Researchers at the University of Cambridge have published a new technique for subtly substituting malicious code in peer-reviewed sources. The prepared attack method ( CVE-2021-42574 ) is presented under the name Trojan Source and is based on the formation of text that looks different to the compiler / interpreter and the person viewing the code. Examples of application of the method are demonstrated for various compilers and interpreters supplied for C, C ++ (gcc and clang), C #, JavaScript (Node.js), Java (OpenJDK 16), Rust, Go and Python.
The method is based on the application of special Unicode characters in the comments to the code, which change the display order of bidirectional text. With the help of such control characters, some parts of the text can be displayed from left to right, and others from right to left. In everyday practice, such control characters can be used, for example, to insert Hebrew or Arabic strings into a file with code. But if you combine lines with different text directions in one line, using the specified characters, passages of text displayed from right to left can overlap the already existing ordinary text displayed from left to right.
Using this method, you can add a malicious construct to the code, but then make the text with this construct invisible when viewing the code, by adding characters shown from right to left in the following comment or inside the literal, which will result in completely different characters being superimposed on the malicious insertion. Such code will remain semantically correct, but will be interpreted and displayed differently.
While reviewing the code, the developer will be faced with the visual order of the characters and will see a suspicious comment in a modern text editor, web interface or IDE, but the compiler and interpreter will use the logical order of characters and handle the malicious insert as it is, regardless of bidirectional text. in the comment. Various popular code editors (VS Code, Emacs, Atom) and interfaces for viewing code in repositories (GitHub, BitBucket) are affected.
There are several ways to use the method to implement malicious actions: adding a hidden “return” expression, which leads to the termination of the function execution ahead of time; the conclusion in the commentary of expressions normally seen as valid constructs (for example, to disable important checks); assignment of other string values leading to string validation failures.
For example, an attacker might suggest a change that includes the line:
if access_level! = "user {U + 202E} {U + 2066} // Check if admin {U + 2069} {U + 2066}" {
which will be displayed in the review interface as
if access_level! = "user" {// Check if admin
Additionally, another attack option (CVE-2021-42694) was proposed, involving the use of homoglyphs , symbols that look similar in appearance, but differ in meaning and have different unicode codes (for example, the symbol “ɑ” resembles “a”, “ɡ” – “g”, “ɩ” – “l”). Such characters can be used in some languages in the names of functions and variables to mislead developers. For example, two functions can be defined with indistinguishable names that perform different actions. Without a detailed analysis, you cannot immediately understand which of these two functions is called in a particular place.
As a protective measure, it is recommended to implement in compilers, interpreters and assembly tools that support Unicode characters, displaying an error or warning if there are unpaired control characters in comments, string literals or identifiers that change the direction of output (U + 202A, U + 202B, U + 202C, U + 202D, U + 202E, U + 2066, U + 2067, U + 2068, U + 2069, U + 061C, U + 200E and U + 200F). Such characters should also be explicitly prohibited in the specifications of programming languages and should be taken into account in code editors and interfaces for working with repositories.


**WHAT TO DO**
Transcribe every record that appears below, exactly and in full.

**AVAILABLE DATA**
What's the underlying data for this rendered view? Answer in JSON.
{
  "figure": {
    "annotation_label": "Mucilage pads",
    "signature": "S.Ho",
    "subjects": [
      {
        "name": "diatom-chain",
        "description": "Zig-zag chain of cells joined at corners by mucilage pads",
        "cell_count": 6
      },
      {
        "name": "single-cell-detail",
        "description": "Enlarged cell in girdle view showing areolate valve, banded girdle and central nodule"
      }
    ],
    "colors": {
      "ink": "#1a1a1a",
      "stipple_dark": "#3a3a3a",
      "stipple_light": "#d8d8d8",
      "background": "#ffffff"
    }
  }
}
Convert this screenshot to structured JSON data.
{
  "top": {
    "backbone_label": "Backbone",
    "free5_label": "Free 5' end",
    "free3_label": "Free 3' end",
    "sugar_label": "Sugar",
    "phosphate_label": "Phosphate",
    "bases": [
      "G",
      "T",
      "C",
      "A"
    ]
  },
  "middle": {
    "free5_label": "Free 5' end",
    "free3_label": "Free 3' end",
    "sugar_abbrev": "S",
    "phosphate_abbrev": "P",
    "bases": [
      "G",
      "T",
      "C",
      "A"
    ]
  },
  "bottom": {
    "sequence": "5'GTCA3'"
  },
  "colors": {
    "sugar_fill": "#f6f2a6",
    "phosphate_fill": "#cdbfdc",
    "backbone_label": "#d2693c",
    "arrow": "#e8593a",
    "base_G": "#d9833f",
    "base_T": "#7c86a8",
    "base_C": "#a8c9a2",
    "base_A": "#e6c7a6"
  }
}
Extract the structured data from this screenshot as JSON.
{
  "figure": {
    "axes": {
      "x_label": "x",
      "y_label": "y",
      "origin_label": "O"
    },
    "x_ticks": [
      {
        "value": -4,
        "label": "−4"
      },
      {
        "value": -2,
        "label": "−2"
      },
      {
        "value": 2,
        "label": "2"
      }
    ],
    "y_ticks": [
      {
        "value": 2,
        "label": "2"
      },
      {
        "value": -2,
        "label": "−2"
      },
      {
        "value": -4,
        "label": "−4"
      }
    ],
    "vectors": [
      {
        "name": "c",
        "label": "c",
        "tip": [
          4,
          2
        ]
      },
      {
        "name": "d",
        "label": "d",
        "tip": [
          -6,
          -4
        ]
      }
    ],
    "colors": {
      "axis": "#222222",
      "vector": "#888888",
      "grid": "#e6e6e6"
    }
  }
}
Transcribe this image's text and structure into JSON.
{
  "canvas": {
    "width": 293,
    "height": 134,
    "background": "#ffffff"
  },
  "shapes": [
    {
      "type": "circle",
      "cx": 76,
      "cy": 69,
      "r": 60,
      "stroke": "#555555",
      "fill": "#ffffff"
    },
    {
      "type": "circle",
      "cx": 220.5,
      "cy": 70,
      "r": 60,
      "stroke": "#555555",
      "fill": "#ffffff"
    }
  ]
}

**EXPECTED ANSWER**
What's the underlying data for this rendered view? Answer in JSON.
{
  "figure": {
    "annotation_label": "Mucilage pads",
    "signature": "S.Ho",
    "subjects": [
      {
        "name": "diatom-chain",
        "description": "Zig-zag chain of cells joined at corners by mucilage pads",
        "cell_count": 6
      },
      {
        "name": "single-cell-detail",
        "description": "Enlarged cell in girdle view showing areolate valve, banded girdle and central nodule"
      }
    ],
    "colors": {
      "ink": "#1a1a1a",
      "stipple_dark": "#3a3a3a",
      "stipple_light": "#d8d8d8",
      "background": "#ffffff"
    }
  }
}
Convert this screenshot to structured JSON data.
{
  "top": {
    "backbone_label": "Backbone",
    "free5_label": "Free 5' end",
    "free3_label": "Free 3' end",
    "sugar_label": "Sugar",
    "phosphate_label": "Phosphate",
    "bases": [
      "G",
      "T",
      "C",
      "A"
    ]
  },
  "middle": {
    "free5_label": "Free 5' end",
    "free3_label": "Free 3' end",
    "sugar_abbrev": "S",
    "phosphate_abbrev": "P",
    "bases": [
      "G",
      "T",
      "C",
      "A"
    ]
  },
  "bottom": {
    "sequence": "5'GTCA3'"
  },
  "colors": {
    "sugar_fill": "#f6f2a6",
    "phosphate_fill": "#cdbfdc",
    "backbone_label": "#d2693c",
    "arrow": "#e8593a",
    "base_G": "#d9833f",
    "base_T": "#7c86a8",
    "base_C": "#a8c9a2",
    "base_A": "#e6c7a6"
  }
}
Extract the structured data from this screenshot as JSON.
{
  "figure": {
    "axes": {
      "x_label": "x",
      "y_label": "y",
      "origin_label": "O"
    },
    "x_ticks": [
      {
        "value": -4,
        "label": "−4"
      },
      {
        "value": -2,
        "label": "−2"
      },
      {
        "value": 2,
        "label": "2"
      }
    ],
    "y_ticks": [
      {
        "value": 2,
        "label": "2"
      },
      {
        "value": -2,
        "label": "−2"
      },
      {
        "value": -4,
        "label": "−4"
      }
    ],
    "vectors": [
      {
        "name": "c",
        "label": "c",
        "tip": [
          4,
          2
        ]
      },
      {
        "name": "d",
        "label": "d",
        "tip": [
          -6,
          -4
        ]
      }
    ],
    "colors": {
      "axis": "#222222",
      "vector": "#888888",
      "grid": "#e6e6e6"
    }
  }
}
Transcribe this image's text and structure into JSON.
{
  "canvas": {
    "width": 293,
    "height": 134,
    "background": "#ffffff"
  },
  "shapes": [
    {
      "type": "circle",
      "cx": 76,
      "cy": 69,
      "r": 60,
      "stroke": "#555555",
      "fill": "#ffffff"
    },
    {
      "type": "circle",
      "cx": 220.5,
      "cy": 70,
      "r": 60,
      "stroke": "#555555",
      "fill": "#ffffff"
    }
  ]
}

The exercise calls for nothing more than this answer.